Architecture Overview
Last updated
Last updated
A on Ethereum that help connect Ethereum validators to eOracle via . These contracts manage the network's cryptographic identity, stake records, operator set and enable eOracle to slash validators.
Ideally, the best infrastructure for oracle operations would be Ethereum itself, but the high costs and latency of on-chain processes make this infeasible. To address this, the EO-chain is operated with a subset of the Ethereum validator set using the This chain is used to aggregate and produce cryptographically verifiable data. The EO-Chain is at the center of eOracle operations, offloading computation from the base layer, which reduces costs and latency. The EO-Chain creates immutable records of all eOracle activity. These records are used to cryptographically prove operator rewards and slashing.
are responsible for observing real-world data, validating it, and reporting it to the eOracle chain. are responsible for maintaining the consensus of the eOracle chain. Together, these roles operate the eOracle protocol.
Smart contracts on the EO-chain that enable aggregation and verification of data submitted by validators. These smart contracts produce digitally signed, verifiable data by aggregating the signatures of , accounting for their respective voting power.
eOracle provides to use eOracle data as a pull oracle. Coupled with the , dapps can automate their data usage with or
Smart contracts can be on consumer blockchains to integrate eOracle data. These contracts can verify the validity of signatures produced by the eOracle protocol and enable dapps to read and use their desired data.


• _WHAT YOU WILL DO_
Output exactly the lines from the one containing "Locate an element on the screen. Image" through the final line of the entries below, both included, and skip the pictures.
[Opening DATA RECORDS section]
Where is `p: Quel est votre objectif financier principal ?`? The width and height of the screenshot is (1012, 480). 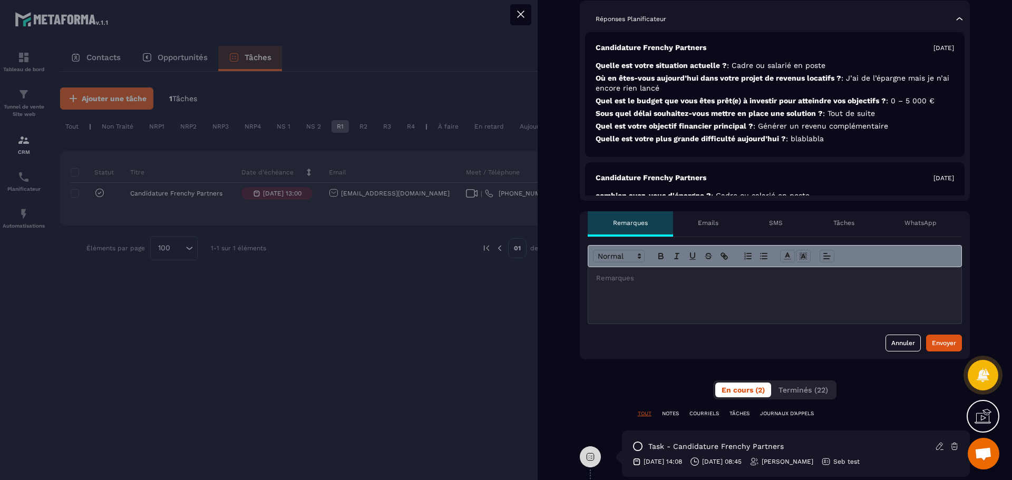 p: Quel est votre objectif financier principal ? is located at coordinates (775, 126).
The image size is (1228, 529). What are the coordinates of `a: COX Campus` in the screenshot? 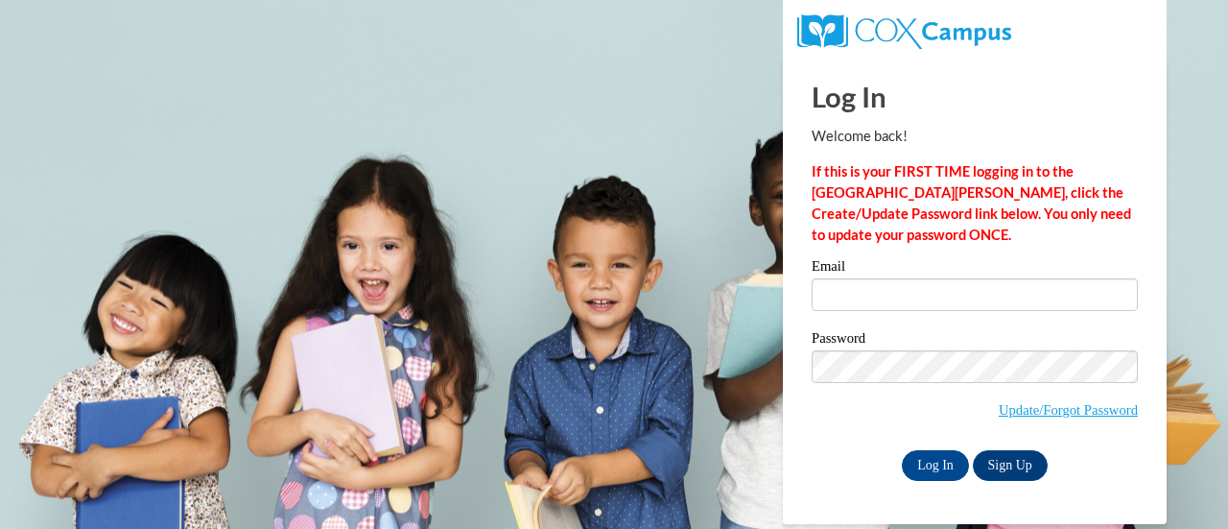 It's located at (904, 30).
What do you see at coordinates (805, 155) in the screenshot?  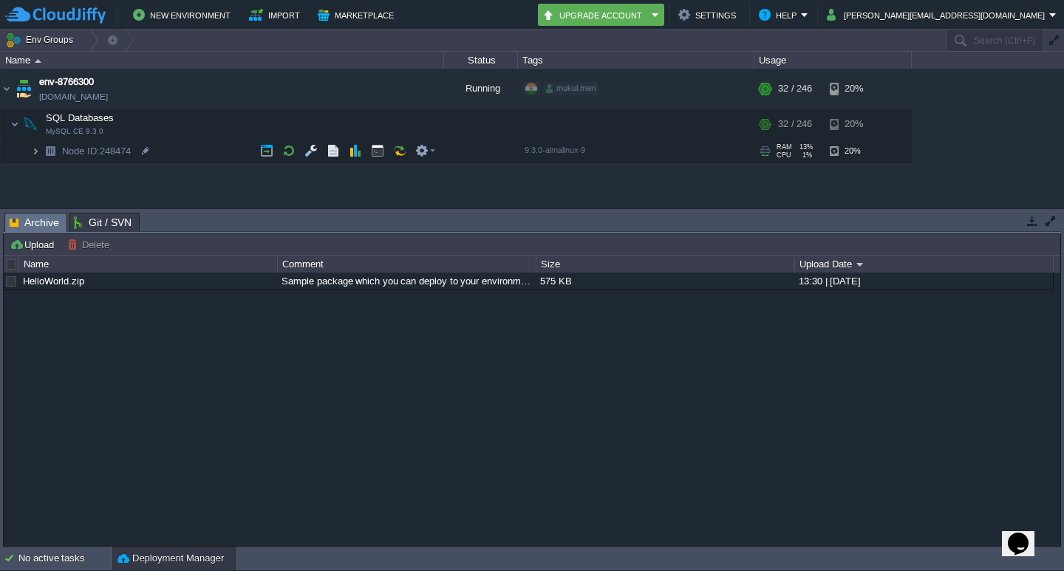 I see `span: 1%` at bounding box center [805, 155].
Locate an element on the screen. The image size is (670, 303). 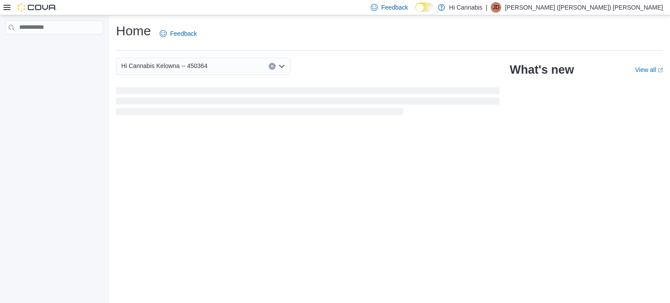
a: View allExternal link is located at coordinates (649, 70).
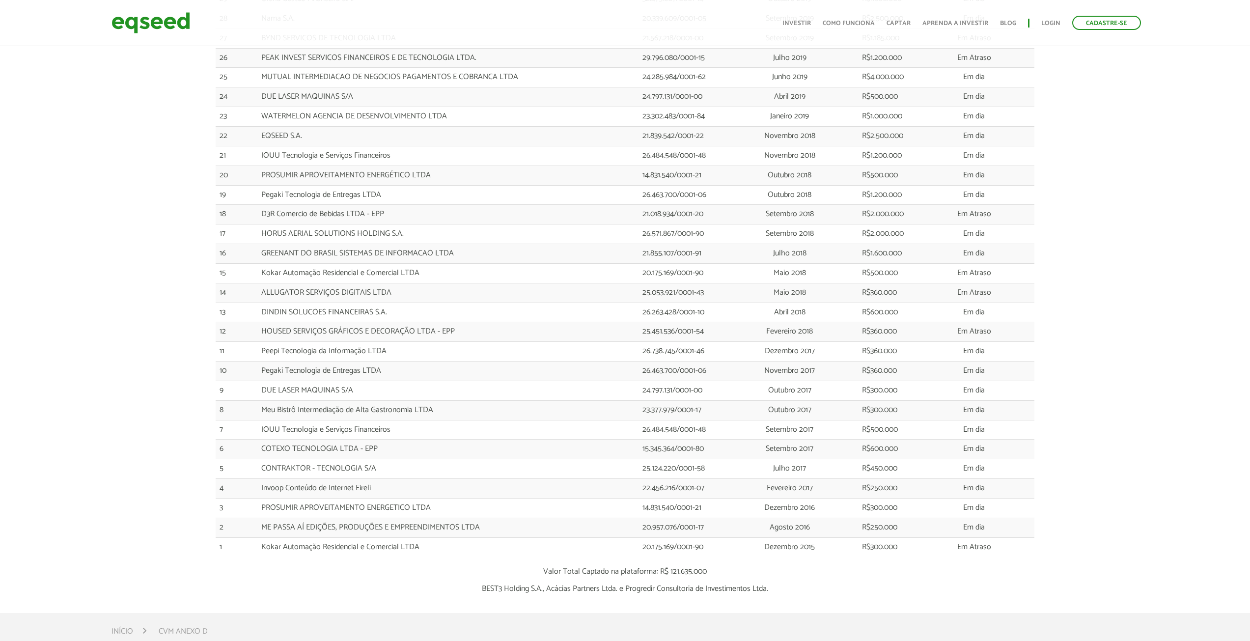  I want to click on td: 26.571.867/0001-90, so click(680, 234).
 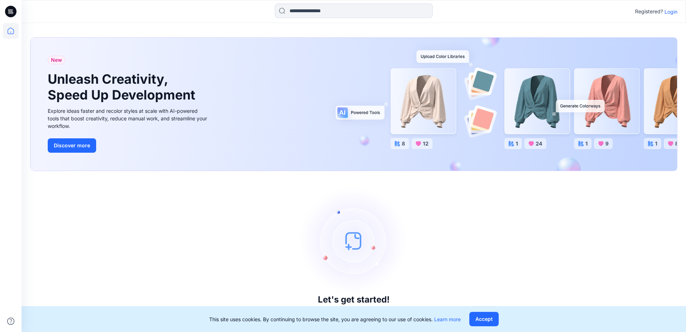 I want to click on p: This site uses cookies. By continuing to browse the site, you are agreeing to our use of cookies., so click(x=335, y=319).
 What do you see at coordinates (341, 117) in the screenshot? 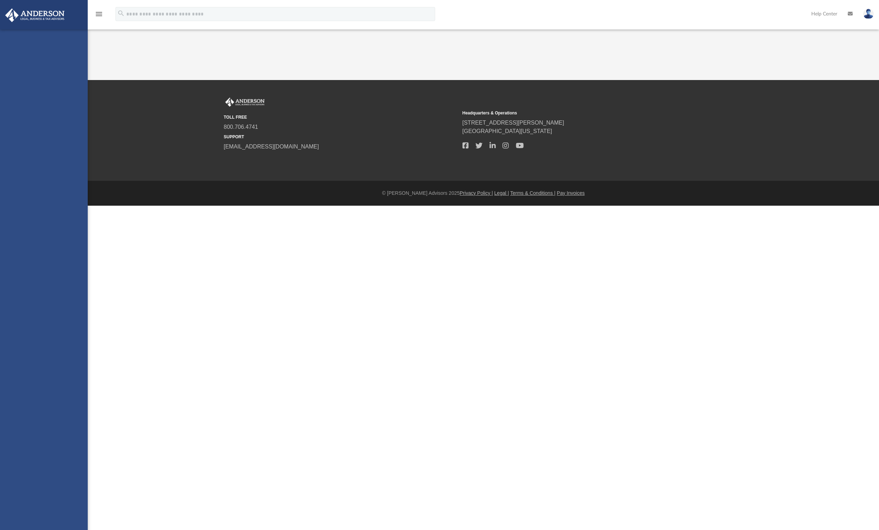
I see `small: TOLL FREE` at bounding box center [341, 117].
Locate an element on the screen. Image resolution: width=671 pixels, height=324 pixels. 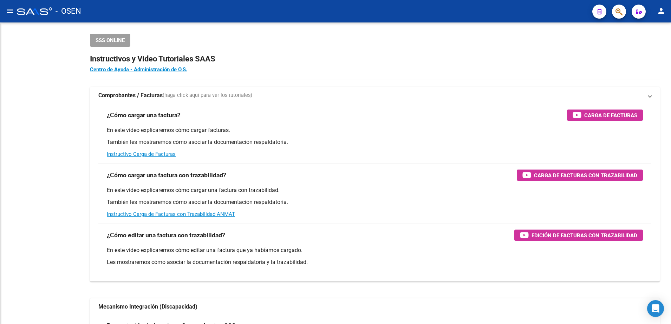
h3: ¿Cómo cargar una factura? is located at coordinates (144, 115).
[Closing DATA RECORDS section]
• _RESPONSE FOR THIS EXERCISE_
Locate an element on the screen. Image resolution: width=671 pixels, height=324 pixels. 
h3: ¿Cómo cargar una factura? is located at coordinates (144, 115).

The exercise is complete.